Alternative explanations for why your fantasy setting has powerful magic items just lying around where any random schmuck can pick them up:
Up until a couple hundred years ago, the world’s magical background radiation level was much lower than it is today. Most of magic items were once minor lucky charms and simple household conveniences; being designed to function in what’s now considered a low-magic environment, their effects have not only increased considerably in power, but have also become warped in unexpected and frequently ironic ways.
It’s impossible to create a magic item on purpose. Random objects just become magical, and nobody really knows why. Living things are never affected, and the phenomenon seems to favour manufactured objects over natural ones, though it’s unknown whether this is a real trend, or a reflection of the fact that people rarely “use” natural objects in ways that are likely to trigger any powers they might possess.

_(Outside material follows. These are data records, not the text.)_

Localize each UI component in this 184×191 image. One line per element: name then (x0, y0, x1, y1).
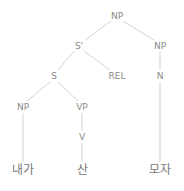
node-v: V (79, 133, 85, 142)
node-s: S (51, 72, 57, 81)
node-n: N (157, 72, 164, 81)
node-s-bar: S' (75, 42, 83, 51)
node-rel: REL (109, 72, 126, 81)
leaf-word-san: 산 (77, 164, 88, 176)
node-np-left: NP (17, 103, 29, 112)
node-np-root: NP (111, 12, 123, 21)
node-np-right: NP (154, 42, 166, 51)
leaf-word-moja: 모자 (149, 164, 171, 176)
node-vp: VP (76, 103, 88, 112)
leaf-word-naega: 내가 (12, 164, 34, 176)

Magic items are actually the larval form of monsters. They spend the first part of their life cycle sessile, feeding off of the heroic destinies of the adventurers who carry them. When those adventurers eventually TPK, it triggers the next stage of the items’ development; shortly thereafter, the items “hatch” into a new colony of monsters and spawn the next generation of magic items, continuing the cycle.

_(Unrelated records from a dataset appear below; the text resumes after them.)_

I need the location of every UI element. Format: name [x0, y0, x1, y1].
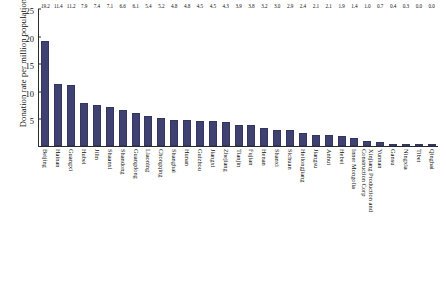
x-label-column: Zhejiang: [219, 149, 232, 299]
bar-column[interactable]: 4.3: [219, 9, 232, 146]
bar[interactable]: 1.0: [363, 141, 371, 146]
bar[interactable]: 1.4: [350, 138, 358, 146]
x-axis-category-label: Tibet: [415, 149, 422, 162]
x-label-column: Anhui: [322, 149, 335, 299]
x-label-column: Henan: [258, 149, 271, 299]
bar-column[interactable]: 5.4: [142, 9, 155, 146]
bar-value-label: 0.0: [416, 3, 422, 9]
bar[interactable]: 11.4: [54, 84, 62, 146]
x-axis-category-label: Beijing: [42, 149, 49, 168]
bar[interactable]: 6.1: [132, 113, 140, 146]
x-label-column: Guangdong: [129, 149, 142, 299]
bar[interactable]: 6.6: [119, 110, 127, 146]
bar-value-label: 2.9: [287, 3, 293, 9]
bar-column[interactable]: 0.4: [387, 9, 400, 146]
bar[interactable]: 3.2: [260, 128, 268, 146]
x-label-column: Tianjin: [232, 149, 245, 299]
bar-value-label: 7.1: [107, 3, 113, 9]
bar[interactable]: 2.1: [325, 135, 333, 147]
bar[interactable]: 0.7: [376, 142, 384, 146]
bar-value-label: 3.2: [261, 3, 267, 9]
y-tick-label-text: 20: [26, 34, 35, 44]
x-axis-category-label: Shanghai: [171, 149, 178, 173]
bar-column[interactable]: 3.9: [232, 9, 245, 146]
bar[interactable]: 4.8: [170, 120, 178, 146]
bar-column[interactable]: 5.2: [155, 9, 168, 146]
bar[interactable]: 3.9: [235, 125, 243, 146]
bar[interactable]: 11.2: [67, 85, 75, 146]
x-label-column: Yunnan: [374, 149, 387, 299]
bar[interactable]: 1.9: [338, 136, 346, 146]
bar[interactable]: 3.8: [247, 125, 255, 146]
bar-column[interactable]: 19.2: [39, 9, 52, 146]
bar-column[interactable]: 7.9: [78, 9, 91, 146]
bar[interactable]: 3.0: [273, 130, 281, 146]
bar-column[interactable]: 2.9: [284, 9, 297, 146]
x-label-column: Shanghai: [168, 149, 181, 299]
bar-value-label: 0.4: [390, 3, 396, 9]
bar-column[interactable]: 3.0: [271, 9, 284, 146]
x-label-column: Beijing: [39, 149, 52, 299]
x-axis-category-label: Yunnan: [377, 149, 384, 169]
x-axis-category-label: Guangxi: [68, 149, 75, 171]
y-tick-label: 5: [30, 110, 38, 128]
bar-column[interactable]: 0.3: [400, 9, 413, 146]
bar-column[interactable]: 7.1: [103, 9, 116, 146]
x-label-column: Hubei: [78, 149, 91, 299]
bar-value-label: 0.7: [377, 3, 383, 9]
bar[interactable]: 7.9: [80, 103, 88, 146]
bar-value-label: 11.4: [54, 3, 63, 9]
plot-area: 510152025 19.211.411.27.97.47.16.66.15.4…: [38, 9, 438, 147]
bar[interactable]: 7.1: [106, 107, 114, 146]
bar-column[interactable]: 2.4: [297, 9, 310, 146]
x-label-column: Gansu: [387, 149, 400, 299]
bar-column[interactable]: 3.2: [258, 9, 271, 146]
x-label-column: Shanxi: [271, 149, 284, 299]
bar-column[interactable]: 4.5: [206, 9, 219, 146]
bar[interactable]: 0.3: [402, 144, 410, 146]
bar[interactable]: 5.4: [144, 116, 152, 146]
bar[interactable]: 0.4: [389, 144, 397, 146]
bar-column[interactable]: 1.9: [335, 9, 348, 146]
bar[interactable]: 2.4: [299, 133, 307, 146]
bar-chart: Donation rate per million population 510…: [0, 0, 446, 308]
x-label-column: Liaoning: [142, 149, 155, 299]
bar-value-label: 1.0: [364, 3, 370, 9]
bar-value-label: 4.8: [171, 3, 177, 9]
x-label-column: Inner Mongolia: [348, 149, 361, 299]
bar-column[interactable]: 3.8: [245, 9, 258, 146]
bar-column[interactable]: 7.4: [91, 9, 104, 146]
bar[interactable]: 5.2: [157, 118, 165, 146]
bar-value-label: 11.2: [67, 3, 76, 9]
bar[interactable]: 0.0: [428, 144, 436, 146]
bar[interactable]: 2.1: [312, 135, 320, 147]
bar-column[interactable]: 2.1: [322, 9, 335, 146]
bar[interactable]: 19.2: [41, 41, 49, 146]
bar-column[interactable]: 0.7: [374, 9, 387, 146]
bar-column[interactable]: 0.0: [412, 9, 425, 146]
bar[interactable]: 7.4: [93, 105, 101, 146]
x-label-column: Ningxia: [400, 149, 413, 299]
bar-column[interactable]: 11.4: [52, 9, 65, 146]
bar-column[interactable]: 11.2: [65, 9, 78, 146]
bar-column[interactable]: 1.0: [361, 9, 374, 146]
x-label-column: Guizhou: [194, 149, 207, 299]
bar-column[interactable]: 0.0: [425, 9, 438, 146]
bar-column[interactable]: 4.8: [181, 9, 194, 146]
bar-value-label: 5.4: [145, 3, 151, 9]
bar-column[interactable]: 4.5: [194, 9, 207, 146]
bar-value-label: 0.3: [403, 3, 409, 9]
bar-column[interactable]: 6.6: [116, 9, 129, 146]
y-tick-label: 10: [26, 83, 39, 101]
bar[interactable]: 4.3: [222, 122, 230, 146]
bar-column[interactable]: 6.1: [129, 9, 142, 146]
bar[interactable]: 4.8: [183, 120, 191, 146]
bar[interactable]: 0.0: [415, 144, 423, 146]
bar[interactable]: 4.5: [209, 121, 217, 146]
bar[interactable]: 2.9: [286, 130, 294, 146]
bar-column[interactable]: 2.1: [309, 9, 322, 146]
bar-column[interactable]: 1.4: [348, 9, 361, 146]
bar[interactable]: 4.5: [196, 121, 204, 146]
x-axis-category-label: Shaanxi: [106, 149, 113, 170]
bar-column[interactable]: 4.8: [168, 9, 181, 146]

There exists a possible future where the forces of Order and Chaos fuck up so badly that the world is torn apart and smeared across its own past. The wreckage of that future are/have been/will be raining down over the entire span of history leading up to it. Being indestructible, magic items comprise the bulk of the debris, but sometimes creatures, buildings or chunks of terrain make it through, which is where dungeons come from.
The world’s supply of magic items is actually very limited, but is constantly being manipulated by the gods to place them in the paths of people who will make best use of them – where “best use” is defined roughly as “hey, you know what would be hilarious?”. The random magic item tables the GM rolls on aren’t a game-mechanical conceit, but a completely literal modelling of the gods’ decision-making process.
There are no such thing as magic items. Sometimes ordinary objects just do things when adventurers pick them up. Almost no-one knows this.
I don’t have plots, I have several hundred cool, but vague characters and unconsecutive scenes that may or may not belong in the same universe
Hey, to you sci-fi/fantasy writers out there (and maybe some others, but this is mainly for things that can’t really be researched irl), if you want to write a character who is a driven, passionate expert on something, don’t write about them rambling indifferently about some boring, mundane part of it. Give them a deep, intense hatred of some oddly specific wow-I-did-not-even-know-that-was-a-thing-and-it-would-have-never-occurred-to-me-that-it’s-a-bad-thing thing they’ll gladly rant about.
Write a dragon rider who really fucking hates it when a dragon is trained to bow while being reined. A space ship engineer who is pissed off when perfectly good antimatter ship has been adapted to run on neutral matter. A historian who is still not over the massive failures of a general who lost a specific battle 300 years before she was born.
The guy currently giving us a series of lectures on the restoration of historical buildings really, really hates polymer paint. At the artisan school our stained glass teacher really hated this one specific Belgian artist - we never really figured out what did that guy even do, but he’s been dead for over 200 years and our teacher was glad that at least he’s dead.
Experts don’t just know things you’ve never thought about. They’ve got strong opinions about it.
I laughed way too hard at this
I made a bunch of The Chain Pride symbols to celebrate!
Growing up with your starters
Artist: esasi8794 / Twitter
I want to try so many little hobbies. Candle making, soap making, basket weaving, wood carving, book binding, baking, weaving, I want to try them all.
Can I get a fuckin uhhhh G2, N4, Q5, U4, Y5
G2. what is the most attractive part of their personality?Intelligent but not in a way where he ever makes it a competition.N4. what is the most embarrassing thing they’ve done?Probably a thousand things when he was younger in Capital. Probably did some theatrical romantic gestures like singing in the street to the window of someone he was in to, or something similarly so overboard that even his Riojan buddies thought it was a little too far. I think he’d own it, though.Q5. are they curious?To an extent, sure. If it’s some topic he’s interested in, then by all means; testing spells, following music, going to see new performances, trying new food, inspecting something odd on the job, stuff like that. But not the Mint-tier “I wonder what type of feral creature is hissing inside this barrel” curiosity. U4. have they ever been doubted?Yeah. Early on as a Helltrooper, you’d probably doubt his value as a soldier, too, if all he contributes to a bar fight is the opening war cry of “OH FUCK!” as he gets decked by a single hit. Nowadays I think it’s probably more of a joking doubt from the others, like when some crossbowman doesn’t fall for the old “image of a head peaking around the corner” trick and the other troopers are like “Why do we even keep you around.”Y5. what’s your favorite thing about them?That Paisley is so real in my mind. He’s one of the only characters I’ve written that feels genuinely human to me, contradictions and all, even though I don’t have all the details fleshed out and he’s a fair bit less self-inserty than other characters I’ve had in my head. I just hope I can communicate some of it without it seeming stupid lmao.